Click here for the Daily Orange's inclusive journalism fellowship applications for this year


Campus Activism

Students protest lack of indictments in deaths of Michael Brown, Eric Garner

Margaret Lin | Photo Editor

Sierra Messina-Yauchzy, a sophomore mechanical engineering major at SU, confronts a parent of a SUNY-ESF graduate outside of Hendricks Chapel.

While hundreds of SUNY-ESF graduates sat inside Hendricks Chapel Friday afternoon listening to speeches about the future of environmental leaders, about 40 Syracuse University community members gathered outside to protest the lack of indictments for the police officers that killed Michael Brown and Eric Garner.

The students joined protesters across the nation in rallying against the lack of an indictment in the case of Garner’s death. The rally started at 2 p.m. outside of Hendricks Chapel with nine students, but eventually grew to 44 protesters holding signs that read “Black lives matter,” and signs with Garner’s last words “I can’t breathe.” Garner died in Staten Island on July 17 after being put in a chokehold by a police officer.

Marissa Mele, a sophomore environmental engineering major, said she believed that justice was not served in the Garner case.

“I think that police officers abuse their power,” she said. “The chokehold is actually illegal, and the police officer got away with killing someone by the chokehold so there’s just no justice.”

Sophomore bioengineering major Alyse Williams helped organize the rally and said she wanted students to band together to protest the lack of indictments.

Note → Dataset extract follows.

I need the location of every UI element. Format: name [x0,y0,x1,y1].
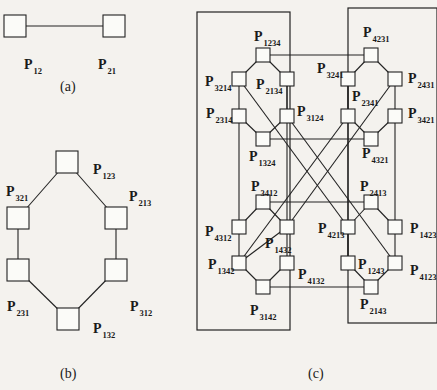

“I’m African American and this is affecting my community, my people. This is affecting my family,” Williams said. “That could’ve easily been my father who was killed on the street, illegally, by a police officer. This is just happening way too often and police are getting away with this too often.”

Williams added that she believes change will only come with continued protests. “Things don’t change with just one example of demonstrating, you need to continue to demonstrate until the change has been made. That’s another reason that we decided to continue to plan this,” she said.

As the State University of New York College of Environmental Science and Forestry graduation ceremony let out around 2:30 p.m., some graduates and parents said they took issue with the protest.

One protester, sophomore mechanical engineering major Sierra Messina-Yauchzy, led many of the chants and said the protesters did not know that the ceremony was happening inside Hendricks Chapel.

At one point, Messina-Yauchzy got into a verbal altercation with a parent. She said the parent yelled at the students and said it was the victim’s fault.

“These men were in their own communities and I asked him ‘do you not think there’s an issue with police brutality?’ and he responded along the lines that it was the victim’s fault for being in the wrong place at the wrong time,” she said.

A bystander student, freshman television, radio and film major Matt Gehring, felt that regardless of the ceremony that the student protesters were cordial and justified in their action.

“They’re congratulating the graduates and they stopped for a little bit when the graduates came out, but it’s a good time to get their voices heard,” he said.

He said he felt that their motivations were justified. “I think [the lack of indictments] is a big problem. The first time it happens, I don’t think much of it, but since it’s obviously not an isolated incident there’s a whole systematic problem that needs to be solved.”

Another rally is planned for Monday at 4 p.m. in front of Hendricks Chapel to continue protesting police brutality and the absence of an indictment for the police officers that killed Brown and Garner.